The practical takeaway: if your goal is more engine displacement and power, you need a piston overbore and a boring operation. Honing alone will not get you there. It dresses the surface for ring sealing, not for displacement gain.
Common Honing Mistakes And Best Practices
Even experienced mechanics can make mistakes during the honing process. The most common errors involve stone selection, cutting speed, and knowing when the cylinder is ready for the final pass. Getting these details wrong can ruin a cylinder wall or create a surface that will not seal rings properly.
| Common Mistake | Result | Best Practice |
|---|---|---|
| Using stones that are too coarse | Deep scratches that trap oil and prevent ring sealing | Match grit to the current surface condition |
| Using stones that are too fine | Insufficient crosshatch for oil retention | Finish with the grit recommended for your ring type |
| Running the hone too fast | Uneven removal and glazed cylinder walls | Follow tool manufacturer RPM and stroke rate specs |
Beyond stone selection, the condition of the cylinder before honing matters. A cylinder that is severely out-of-round or has deep scoring needs to be bored first.
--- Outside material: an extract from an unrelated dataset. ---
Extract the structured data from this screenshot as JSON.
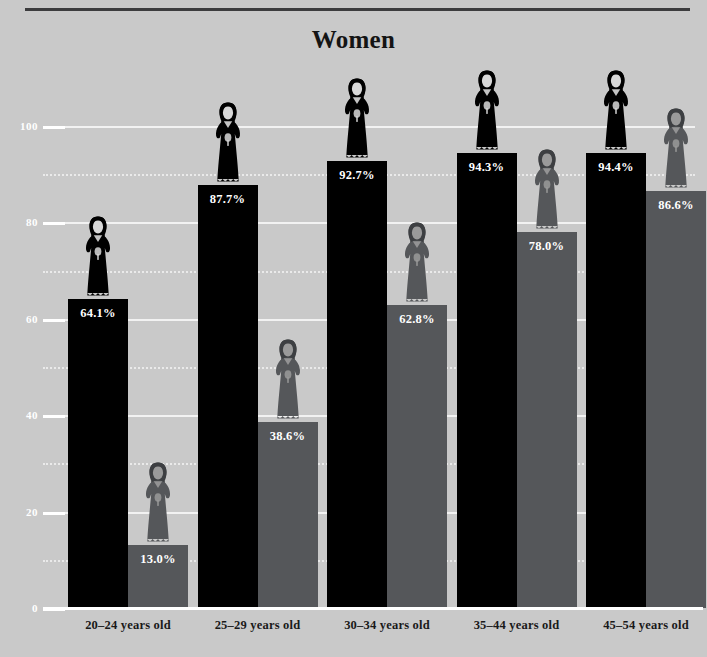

Honing over deep damage just transfers the defect to a fresh surface while removing extra material in an uneven way that can compromise the final bore geometry.
Grit selection is the most common error in cylinder honing — rebuilding specialist cylinder honing mistakes guides break down the full list of pitfalls. These resources emphasize that patience and surface inspection matter more than speed when you are trying to get the bore right the first time.
The Bottom Line
Honing a cylinder does not make it bigger in any meaningful sense. The process removes a microscopic layer of metal — typically under 0.002 inches per pass — to create a smooth, crosshatched surface that helps piston rings seat and seal. If you need a larger bore for bigger pistons, boring is the operation you want. Honing comes afterward as the finishing step.
An ASE-certified engine machinist can measure your specific cylinder wear and recommend whether a light hone, a full bore, or new sleeves fits your block’s year, make, and rebuild goals.
References & Sources
- Hemsltd. “Blog Honing a Cylinder” Standard honing removes a small amount of metal from the cylinder walls to improve the surface finish.
- Recordcrankshaft. “Cylinder Honing for Engine Longevity” A common mistake in cylinder honing is using the wrong grit level of honing stones.